CONTAINING LINKS TO 1280 STORIES FROM THE NETWORKS' NIGHTLY NEWSCASTS
     COMMENTS: A Bluer Shade of Red

ABC led off its newscast with a trio of reports handicapping the General Election. The network's Sunday morning anchor, George Stephanopoulos of This Week, called it no "shoo-in"--but the consensus inside-the-Beltway is that this race is "for the Democrats to lose." He offered statistics covering every election since World War II to prove that "the tide of history" is against the GOP. No party has been able to retain the White House when, one year out, its incumbent President has a poll approval rating below 45%. President George Bush's approval is 33%.

So if the Democrats are to gain, which red states are expected to turn blue? ABC's Jake Tapper offered us the "interior west," eight Rocky Mountain states (Ariz, NM, Utah, Colo, Nev, Wyo, Idaho, Mont) that had no Democratic governors as recently as 2000 and now have five. He credited an influx of Democratic-leaning Latino voters and a split within Republican ranks between its socially-conservative leadership based in the South and its "fundamentally different" libertarian western wing. Kate Snow (at the tail of the Tapper videostream) followed up from Ohio, a state, she reminded us, that George Bush won by just 2% in 2004. Snow found disaffection with the Iraq War, the state of the economy and the scandal-tainted state party among the Republican faithful; and she wondered whether Ohio's successful get-out-the-vote effort among evangelical Christians could be replicated if Giuliani turned out to be the candidate. "No Republican has made it to the White House without Ohio since Abraham Lincoln."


THE PROBLEM: Among the records that follow, find each line holding the word "France" and copy it.

STUDY MATERIAL:
=== Section Start ===
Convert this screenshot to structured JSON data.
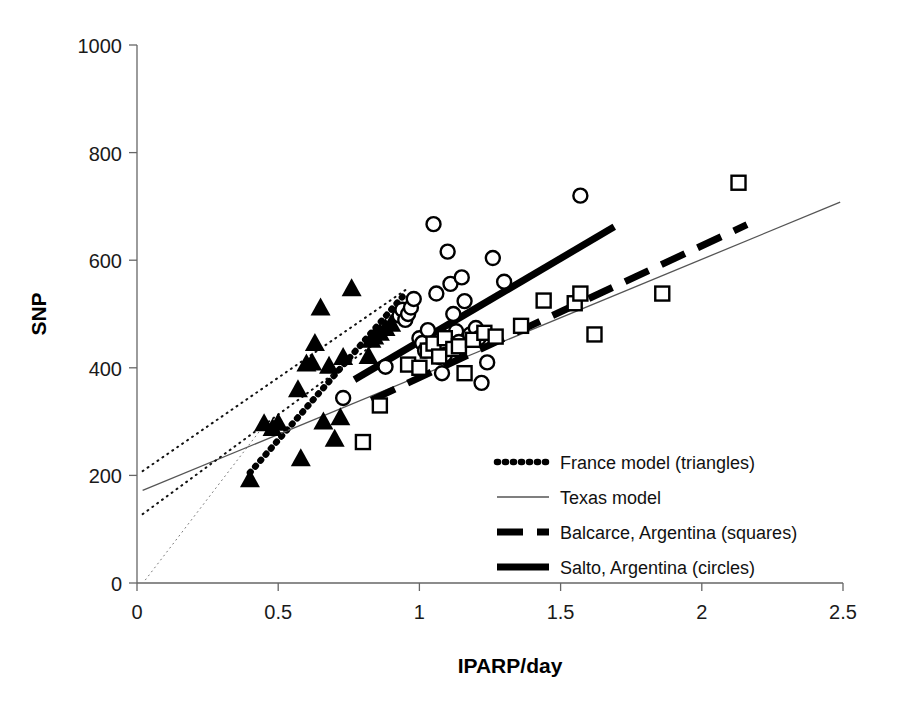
{
  "chart_data": {
    "type": "scatter",
    "title": "",
    "xlabel": "IPARP/day",
    "ylabel": "SNP",
    "xlim": [
      0,
      2.5
    ],
    "ylim": [
      0,
      1000
    ],
    "xticks": [
      "0",
      "0.5",
      "1",
      "1.5",
      "2",
      "2.5"
    ],
    "xtick_values": [
      0,
      0.5,
      1,
      1.5,
      2,
      2.5
    ],
    "yticks": [
      "0",
      "200",
      "400",
      "600",
      "800",
      "1000"
    ],
    "ytick_values": [
      0,
      200,
      400,
      600,
      800,
      1000
    ],
    "grid": false,
    "legend_position": "lower-right-inside",
    "legend": [
      {
        "label": "France model (triangles)",
        "style": "thick-dotted",
        "marker": "filled-triangle"
      },
      {
        "label": "Texas model",
        "style": "thin-solid",
        "marker": "none"
      },
      {
        "label": "Balcarce, Argentina (squares)",
        "style": "thick-dashed",
        "marker": "open-square"
      },
      {
        "label": "Salto, Argentina (circles)",
        "style": "thick-solid",
        "marker": "open-circle"
      }
    ],
    "series": [
      {
        "name": "France model (triangles)",
        "marker": "filled-triangle",
        "points": [
          [
            0.4,
            193
          ],
          [
            0.45,
            297
          ],
          [
            0.48,
            288
          ],
          [
            0.5,
            298
          ],
          [
            0.57,
            360
          ],
          [
            0.58,
            232
          ],
          [
            0.6,
            408
          ],
          [
            0.62,
            410
          ],
          [
            0.63,
            446
          ],
          [
            0.65,
            512
          ],
          [
            0.66,
            300
          ],
          [
            0.68,
            404
          ],
          [
            0.7,
            268
          ],
          [
            0.72,
            308
          ],
          [
            0.73,
            420
          ],
          [
            0.76,
            548
          ],
          [
            0.82,
            422
          ],
          [
            0.83,
            452
          ],
          [
            0.84,
            458
          ],
          [
            0.86,
            465
          ],
          [
            0.88,
            474
          ],
          [
            0.9,
            482
          ]
        ]
      },
      {
        "name": "Salto, Argentina (circles)",
        "marker": "open-circle",
        "points": [
          [
            0.73,
            344
          ],
          [
            0.88,
            402
          ],
          [
            0.93,
            497
          ],
          [
            0.94,
            508
          ],
          [
            0.95,
            489
          ],
          [
            0.96,
            500
          ],
          [
            0.97,
            512
          ],
          [
            0.98,
            528
          ],
          [
            1.0,
            455
          ],
          [
            1.01,
            446
          ],
          [
            1.02,
            432
          ],
          [
            1.03,
            470
          ],
          [
            1.05,
            667
          ],
          [
            1.06,
            538
          ],
          [
            1.07,
            420
          ],
          [
            1.08,
            390
          ],
          [
            1.09,
            424
          ],
          [
            1.1,
            616
          ],
          [
            1.11,
            556
          ],
          [
            1.12,
            500
          ],
          [
            1.13,
            468
          ],
          [
            1.14,
            448
          ],
          [
            1.15,
            568
          ],
          [
            1.16,
            524
          ],
          [
            1.18,
            462
          ],
          [
            1.2,
            474
          ],
          [
            1.21,
            455
          ],
          [
            1.22,
            372
          ],
          [
            1.24,
            410
          ],
          [
            1.26,
            604
          ],
          [
            1.3,
            560
          ],
          [
            1.57,
            720
          ]
        ]
      },
      {
        "name": "Balcarce, Argentina (squares)",
        "marker": "open-square",
        "points": [
          [
            0.8,
            262
          ],
          [
            0.86,
            330
          ],
          [
            0.96,
            406
          ],
          [
            1.0,
            400
          ],
          [
            1.03,
            432
          ],
          [
            1.05,
            445
          ],
          [
            1.07,
            421
          ],
          [
            1.09,
            455
          ],
          [
            1.12,
            435
          ],
          [
            1.14,
            440
          ],
          [
            1.16,
            390
          ],
          [
            1.19,
            452
          ],
          [
            1.23,
            465
          ],
          [
            1.27,
            458
          ],
          [
            1.36,
            478
          ],
          [
            1.44,
            525
          ],
          [
            1.55,
            520
          ],
          [
            1.57,
            538
          ],
          [
            1.62,
            462
          ],
          [
            1.86,
            538
          ],
          [
            2.13,
            744
          ]
        ]
      }
    ],
    "fit_lines": [
      {
        "name": "France model",
        "style": "thick-dotted",
        "x0": 0.4,
        "y0": 205,
        "x1": 0.94,
        "y1": 532
      },
      {
        "name": "Texas model",
        "style": "thin-solid",
        "x0": 0.02,
        "y0": 172,
        "x1": 2.49,
        "y1": 708
      },
      {
        "name": "Balcarce, Argentina",
        "style": "thick-dashed",
        "x0": 0.83,
        "y0": 340,
        "x1": 2.16,
        "y1": 666
      },
      {
        "name": "Salto, Argentina",
        "style": "thick-solid",
        "x0": 0.77,
        "y0": 378,
        "x1": 1.69,
        "y1": 662
      },
      {
        "name": "upper confidence band",
        "style": "thin-dotted",
        "x0": 0.02,
        "y0": 208,
        "x1": 0.96,
        "y1": 548
      },
      {
        "name": "lower confidence band",
        "style": "thin-dotted",
        "x0": 0.02,
        "y0": 128,
        "x1": 0.92,
        "y1": 475
      },
      {
        "name": "origin reference",
        "style": "hairline-dotted",
        "x0": 0.03,
        "y0": 6,
        "x1": 0.46,
        "y1": 300
      }
    ]
  }
}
=== Section End ===
WRITTEN RESPONSE:
        "label": "France model (triangles)",
        "name": "France model (triangles)",
        "name": "France model",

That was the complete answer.